Lucian Msamati cut his teeth doing political theatre in Zimbabwe. Now he has a lead role in Alexander McCall Smith's rose-tinted vision of Africa. He tells Aida Edemariam about the filming of The No 1 Ladies' Detective Agency.

Women's websites offering intelligent content are booming, thanks to their appeal to those who feel patronised by glossy magazines.

Druids, witches and shamans make their way to Stonehenge for equinox. Hear me go aaaargh at the following statement: 'The Stag Circle follows beliefs that go back hundreds of years BC. Members rejoice in air, water and fire and worship ancient gods'. We also note that pagans have rifts just like other religions.

From earlier in the week: Lap-dancing clubs are advertised as exclusive, glamorous entertainment for 'gentlemen'. As a former dancer tells Rachel Bell, the reality for the women who work in them is both degrading and dangerous. Are we at all surprised at this intelligence?

***

*Feeling much better now but still not 100%

oursin: Photograph of small impressionistic metal figurine seated reading a book (Reader)

There has been a certain thematic unity between a number of books, fiction and non-fiction, that I've been reading recently: issues about age and midlife changes or developments.

E H Young, Chatterton Square and Miss Mole )


And in the world of real lives, Patrick Marnham, Wild Mary and Doris Shadbolt, The Art of Emily Carr )
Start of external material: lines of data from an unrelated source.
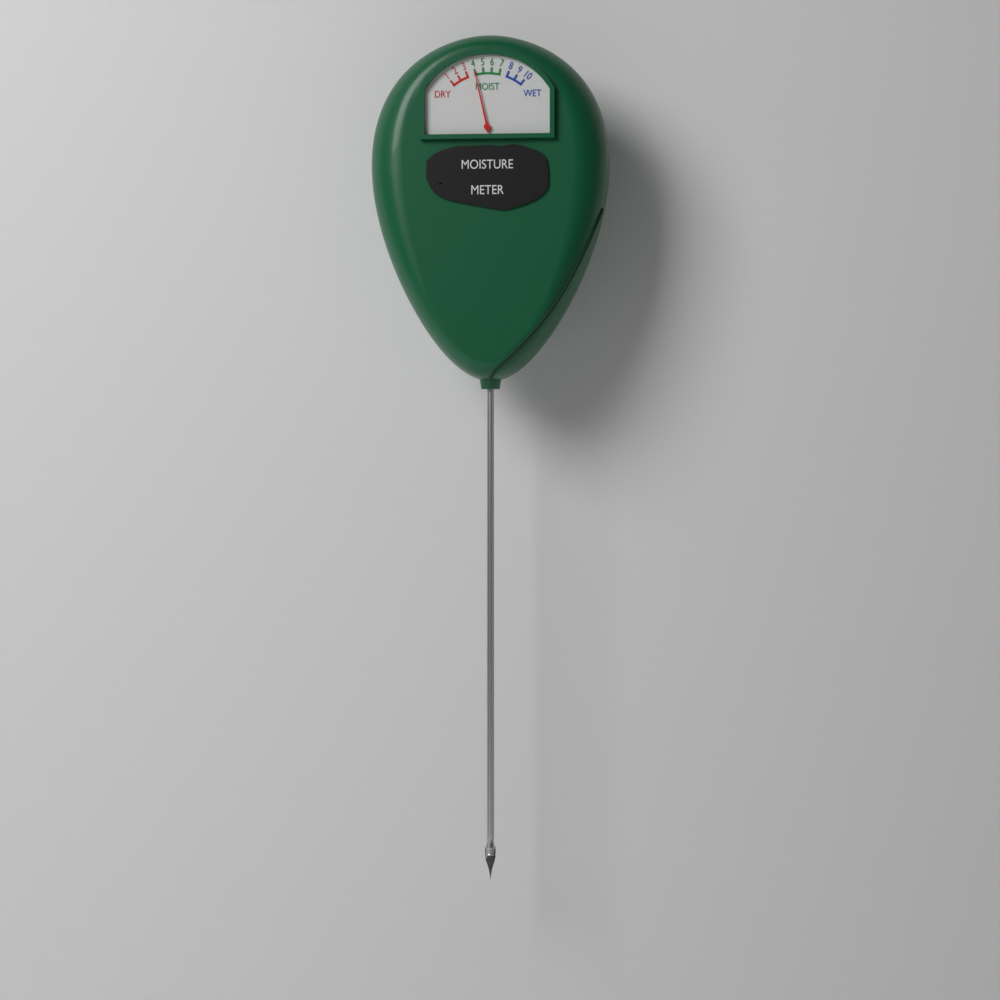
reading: 4 (no unit)
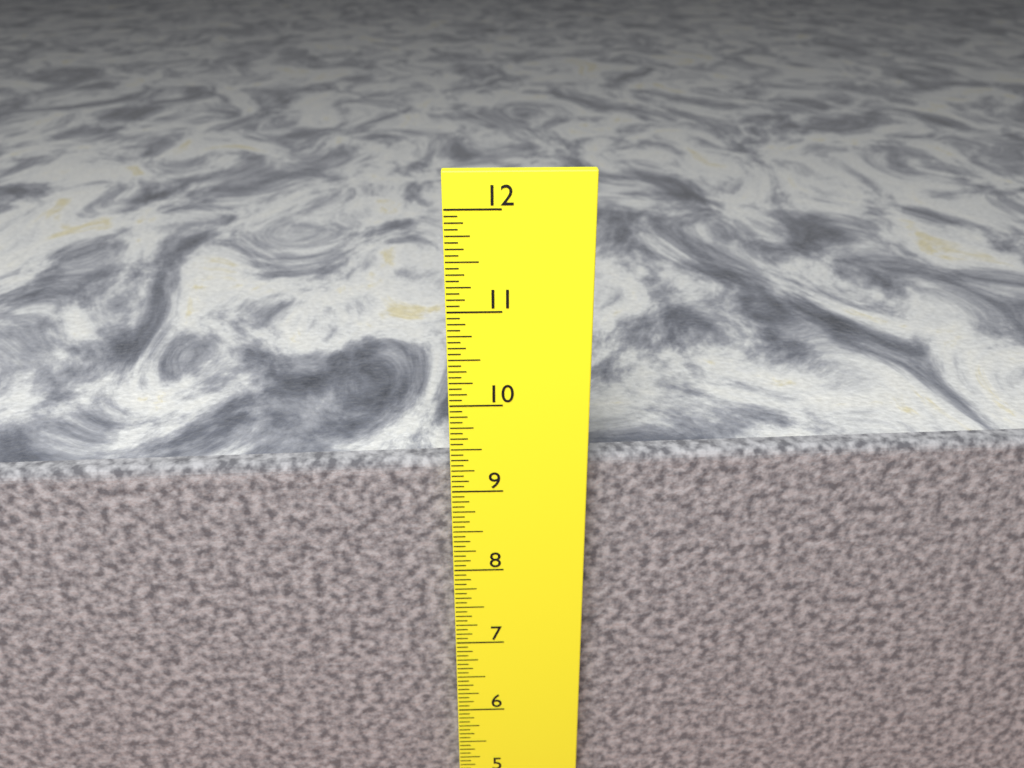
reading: 9.3125 in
Peter Conradi, Angus Wilson )


Two autobiographies by feminists of my own generation, more or less, both of whom I have met, Michele Roberts, Paper Houses. and Lynne Segal, Making Trouble )


And also read and enjoyed: Jacqueline Carey, Kushiel's Justice (2007); Sharon Shinn, Mystic and Rider (2005); May Sinclair, The Tysons (1898) (aka Mrs and Mrs Nevill Tyson) (well, I'm not sure enjoy was the word, but powerful); Carolyn Ives Gilman, Candle in a Bottle (2006) (intriguing novella); and the Ethel Talbots I already posted about.
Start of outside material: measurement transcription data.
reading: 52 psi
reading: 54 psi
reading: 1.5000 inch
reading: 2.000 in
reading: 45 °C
And a whole separate rave for Ronald Hutton, The Druids (2007), which is all that one might expect from Hutton on figures who have become Rorschach blots for a range of different interests, not always complementary, indeed could be diametrically opposed.

oursin: Brush the Wandering Hedgehog by the fire (Default)
[A] young man called Henry Jacob... became one of the first English experts in the new science of philology, the study of the nature and relationship of words. Based at Oxford University, he used sophisticated linguistic analysis to prove that Hercules and Joshua had been the same person. He added in passing that philology proved that the Druids had been taught the true religion of the Hebrew patriarchs by Abraham himself, and had then brought it to Britain. Poor Jacob then went completely and permanently mad.

Ronald Hutton, The Druids (2007)
One can only mutter 'How could they tell?' (while realising with a shudder that his heirs still haunt the internet).
oursin: Brush the wandering hedgehog dancing in his new coat (Brush the wandering hedgehog dancing)
Hutton is not afraid to tear down sacred cows if their foundations are non-existent or weak.

(And here I am doing the Ronald Hutton fangirl happy dance to see he has a new book out on Druids.)